The Louisiana state House of Representatives committee failed to approve a bill aimed at improving workplace protection for LGBTQ+ employees on Wednesday in a vote 7-5.
The bill would have added sexual orientation and gender identity to the state's current employment discrimination law, which bans discrimination based on race, religion, sex, national origin, or cultural hairstyle.
Opponents said the addition could result in lawsuits against companies.
Rep. Delisha Boyd, a Democrat from New Orleans, explained that the bill, which she proposed, would help increase workers in the state.
“Skilled and talented people are in short supply in our state,” Boyd said, according to public radio station WRKF. “We need to expand our employment pool regardless of their race, gender, sexual orientation.”
Several members of the LGBTQ+ community spoke to the House Labor and Industrial Relations Committee about their experiences being discriminated against while looking for employment.
Jasmine Elizabeth Kemp, 32, of Bogalusa, La., who is transgender, told lawmakers that even though she's applied for jobs in a variety of sectors, she still hasn't been hired. If businesses do get back to her about her application, they tell her “they're afraid of how their customers will react to a transgender person working in their establishment.”
Kemp said, “No one has ever given me an interview, no one has ever vetted me, no one has ever given me a job.”
The executive director of Louisiana Trans Advocates, Peyton Rose Michelle, a trans woman, said that even after graduating high school with a 3.8 GPA, it still took applying to hundreds of jobs and several years to find work, WRKF reports.
“It’s really important that we codify protections into our state language… Our community, we desperately need it,” she said.
While a local pastor told the committee that having the addition would make it harder for businesses, business owners disagreed.
“I’ve never had a customer come into my shop and ask what anyone’s sexual orientation is,” KOK Wings CEO Corey McCoy said, adding he's hired trans and gay employees.
The same legislature is currently advancing bills to limit access to books about LGBTQ+ topics to students and to restrict conversations about gender identity and sexual orientation in schools — the state's version of "don't say gay."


# What is being asked:
Out of all the lines below, count those with the word "working". Give the number only.

# Figure content listings:
□ □ □
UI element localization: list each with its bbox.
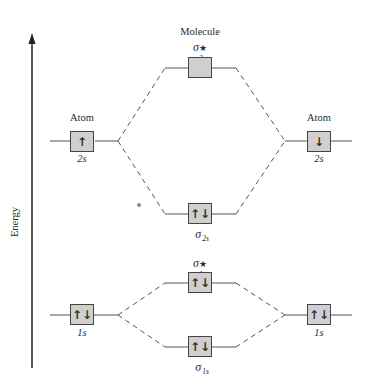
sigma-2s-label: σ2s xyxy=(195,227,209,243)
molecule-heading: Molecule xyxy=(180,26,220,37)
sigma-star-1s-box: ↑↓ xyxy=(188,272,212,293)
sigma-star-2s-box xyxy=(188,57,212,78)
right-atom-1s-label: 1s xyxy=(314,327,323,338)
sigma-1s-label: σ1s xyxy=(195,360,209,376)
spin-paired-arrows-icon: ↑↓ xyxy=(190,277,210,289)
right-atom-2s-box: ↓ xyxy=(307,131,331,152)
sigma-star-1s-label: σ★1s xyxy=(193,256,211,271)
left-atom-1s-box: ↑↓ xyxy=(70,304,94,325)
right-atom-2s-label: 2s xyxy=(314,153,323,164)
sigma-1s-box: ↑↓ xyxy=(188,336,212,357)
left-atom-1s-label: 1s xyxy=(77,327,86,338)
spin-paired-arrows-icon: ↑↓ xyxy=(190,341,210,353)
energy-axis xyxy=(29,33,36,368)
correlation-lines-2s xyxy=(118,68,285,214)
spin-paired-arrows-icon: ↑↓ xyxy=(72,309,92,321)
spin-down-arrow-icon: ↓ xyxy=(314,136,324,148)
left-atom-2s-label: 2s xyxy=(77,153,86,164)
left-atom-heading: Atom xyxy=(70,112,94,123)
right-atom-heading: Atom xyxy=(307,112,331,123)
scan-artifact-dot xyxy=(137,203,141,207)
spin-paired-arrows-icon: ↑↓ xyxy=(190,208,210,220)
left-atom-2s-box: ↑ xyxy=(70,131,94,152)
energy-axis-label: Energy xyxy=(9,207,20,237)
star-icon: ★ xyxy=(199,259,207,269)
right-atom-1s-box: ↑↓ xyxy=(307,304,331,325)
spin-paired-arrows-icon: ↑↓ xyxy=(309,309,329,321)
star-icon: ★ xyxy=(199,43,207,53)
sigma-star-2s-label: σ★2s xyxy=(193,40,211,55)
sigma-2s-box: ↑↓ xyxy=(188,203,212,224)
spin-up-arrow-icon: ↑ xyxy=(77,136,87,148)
□ □ □
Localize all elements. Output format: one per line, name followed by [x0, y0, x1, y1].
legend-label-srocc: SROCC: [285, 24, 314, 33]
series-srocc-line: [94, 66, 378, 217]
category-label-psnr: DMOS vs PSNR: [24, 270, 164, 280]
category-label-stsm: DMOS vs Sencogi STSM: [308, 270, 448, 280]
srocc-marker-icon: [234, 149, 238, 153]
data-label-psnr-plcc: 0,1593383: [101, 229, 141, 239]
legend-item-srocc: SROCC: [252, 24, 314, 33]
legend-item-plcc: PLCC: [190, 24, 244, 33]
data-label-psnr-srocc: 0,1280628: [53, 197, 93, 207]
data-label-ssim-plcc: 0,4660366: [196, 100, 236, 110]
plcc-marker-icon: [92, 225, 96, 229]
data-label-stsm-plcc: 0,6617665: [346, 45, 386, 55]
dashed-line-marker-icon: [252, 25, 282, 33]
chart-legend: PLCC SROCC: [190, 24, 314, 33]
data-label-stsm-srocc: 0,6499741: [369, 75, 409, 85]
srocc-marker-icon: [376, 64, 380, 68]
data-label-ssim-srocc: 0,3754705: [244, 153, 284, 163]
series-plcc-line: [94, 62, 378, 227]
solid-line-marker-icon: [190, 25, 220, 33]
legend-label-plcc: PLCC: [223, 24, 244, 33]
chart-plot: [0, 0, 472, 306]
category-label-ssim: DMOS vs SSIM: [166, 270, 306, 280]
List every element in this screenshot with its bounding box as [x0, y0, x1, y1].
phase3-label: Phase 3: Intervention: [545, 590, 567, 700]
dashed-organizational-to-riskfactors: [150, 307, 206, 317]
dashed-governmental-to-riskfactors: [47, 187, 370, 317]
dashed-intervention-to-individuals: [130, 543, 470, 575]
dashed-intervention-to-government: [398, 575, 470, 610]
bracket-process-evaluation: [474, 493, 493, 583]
□ □ □
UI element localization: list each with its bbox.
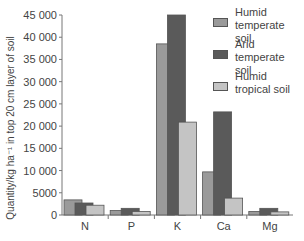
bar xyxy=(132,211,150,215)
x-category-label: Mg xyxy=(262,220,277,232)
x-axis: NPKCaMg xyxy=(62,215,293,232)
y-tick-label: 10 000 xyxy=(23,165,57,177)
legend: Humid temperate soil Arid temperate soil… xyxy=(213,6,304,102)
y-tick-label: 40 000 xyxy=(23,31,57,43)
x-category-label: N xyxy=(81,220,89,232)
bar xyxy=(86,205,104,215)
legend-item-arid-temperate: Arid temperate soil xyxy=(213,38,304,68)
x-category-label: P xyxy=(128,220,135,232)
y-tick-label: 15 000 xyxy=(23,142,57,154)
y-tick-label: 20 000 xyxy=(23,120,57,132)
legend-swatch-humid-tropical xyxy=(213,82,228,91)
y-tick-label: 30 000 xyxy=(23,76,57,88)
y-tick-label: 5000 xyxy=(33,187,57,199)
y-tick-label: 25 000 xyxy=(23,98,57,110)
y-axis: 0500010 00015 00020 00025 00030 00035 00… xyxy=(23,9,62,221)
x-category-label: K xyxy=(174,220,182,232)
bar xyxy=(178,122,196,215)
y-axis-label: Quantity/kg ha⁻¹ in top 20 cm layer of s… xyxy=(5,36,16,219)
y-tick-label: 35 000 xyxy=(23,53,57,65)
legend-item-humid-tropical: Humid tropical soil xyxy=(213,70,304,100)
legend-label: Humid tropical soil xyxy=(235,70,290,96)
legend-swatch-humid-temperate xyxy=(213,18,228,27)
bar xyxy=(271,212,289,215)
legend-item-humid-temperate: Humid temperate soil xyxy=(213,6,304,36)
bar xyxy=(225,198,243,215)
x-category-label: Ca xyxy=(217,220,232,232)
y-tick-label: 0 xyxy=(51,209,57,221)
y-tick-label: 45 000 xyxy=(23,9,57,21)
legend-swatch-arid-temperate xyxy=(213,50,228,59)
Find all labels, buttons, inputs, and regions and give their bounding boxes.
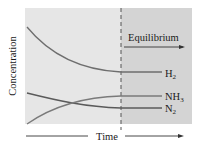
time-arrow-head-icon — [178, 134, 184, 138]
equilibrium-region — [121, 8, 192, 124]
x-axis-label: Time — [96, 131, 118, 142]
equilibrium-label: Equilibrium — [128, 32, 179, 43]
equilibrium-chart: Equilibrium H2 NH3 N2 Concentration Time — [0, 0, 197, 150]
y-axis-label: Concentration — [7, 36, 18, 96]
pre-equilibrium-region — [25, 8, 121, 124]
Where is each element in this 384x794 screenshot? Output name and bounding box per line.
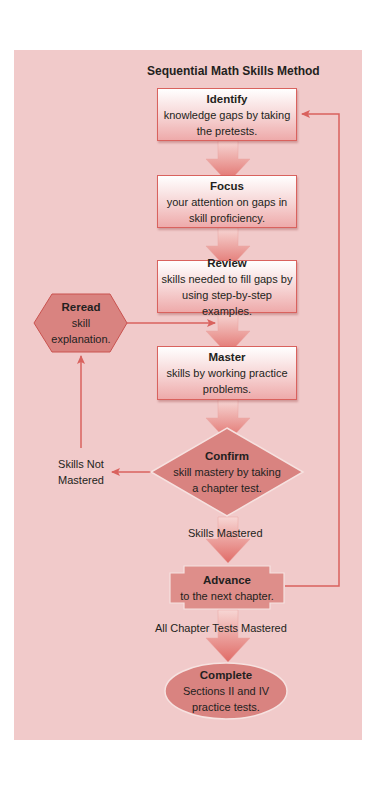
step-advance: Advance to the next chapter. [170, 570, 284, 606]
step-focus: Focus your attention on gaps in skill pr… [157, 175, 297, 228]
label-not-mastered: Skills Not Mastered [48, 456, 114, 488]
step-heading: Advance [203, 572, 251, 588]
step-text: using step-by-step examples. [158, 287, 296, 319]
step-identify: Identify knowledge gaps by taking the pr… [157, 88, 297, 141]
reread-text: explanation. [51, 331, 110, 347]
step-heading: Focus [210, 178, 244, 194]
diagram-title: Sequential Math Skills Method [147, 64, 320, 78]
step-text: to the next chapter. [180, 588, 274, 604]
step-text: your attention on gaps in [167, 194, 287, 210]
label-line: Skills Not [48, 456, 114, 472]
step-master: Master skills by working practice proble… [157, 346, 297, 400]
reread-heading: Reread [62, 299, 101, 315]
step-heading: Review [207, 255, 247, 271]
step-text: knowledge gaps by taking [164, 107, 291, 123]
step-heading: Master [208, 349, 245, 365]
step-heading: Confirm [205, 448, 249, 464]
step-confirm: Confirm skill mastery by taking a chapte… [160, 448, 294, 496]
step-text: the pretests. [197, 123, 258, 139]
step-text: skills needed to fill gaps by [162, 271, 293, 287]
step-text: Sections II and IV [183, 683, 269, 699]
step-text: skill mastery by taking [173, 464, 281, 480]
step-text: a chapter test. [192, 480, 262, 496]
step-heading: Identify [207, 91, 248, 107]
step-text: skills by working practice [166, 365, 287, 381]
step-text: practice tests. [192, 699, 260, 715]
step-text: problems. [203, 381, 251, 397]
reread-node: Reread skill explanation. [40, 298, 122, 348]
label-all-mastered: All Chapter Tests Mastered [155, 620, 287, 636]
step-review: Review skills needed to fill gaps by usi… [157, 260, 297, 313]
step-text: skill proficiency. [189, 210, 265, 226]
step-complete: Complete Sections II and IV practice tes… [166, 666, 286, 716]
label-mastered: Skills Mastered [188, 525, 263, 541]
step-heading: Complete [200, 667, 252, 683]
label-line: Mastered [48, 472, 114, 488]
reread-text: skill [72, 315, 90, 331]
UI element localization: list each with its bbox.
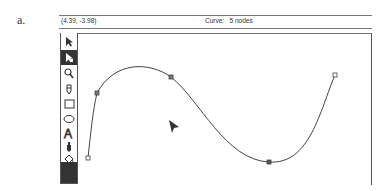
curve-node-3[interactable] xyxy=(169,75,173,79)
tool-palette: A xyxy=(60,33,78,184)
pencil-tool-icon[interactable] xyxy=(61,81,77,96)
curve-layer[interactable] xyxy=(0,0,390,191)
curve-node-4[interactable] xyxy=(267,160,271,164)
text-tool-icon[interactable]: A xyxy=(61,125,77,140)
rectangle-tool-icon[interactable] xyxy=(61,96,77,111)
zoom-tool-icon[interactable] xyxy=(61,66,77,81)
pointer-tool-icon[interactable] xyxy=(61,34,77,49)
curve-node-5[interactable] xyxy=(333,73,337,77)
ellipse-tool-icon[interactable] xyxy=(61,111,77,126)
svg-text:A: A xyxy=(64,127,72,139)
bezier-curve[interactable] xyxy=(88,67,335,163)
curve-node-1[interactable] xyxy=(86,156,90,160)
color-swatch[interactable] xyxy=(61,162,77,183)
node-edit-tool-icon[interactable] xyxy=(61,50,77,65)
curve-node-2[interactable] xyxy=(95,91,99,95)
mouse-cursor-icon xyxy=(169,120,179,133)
□ □ □
# Written answer:
2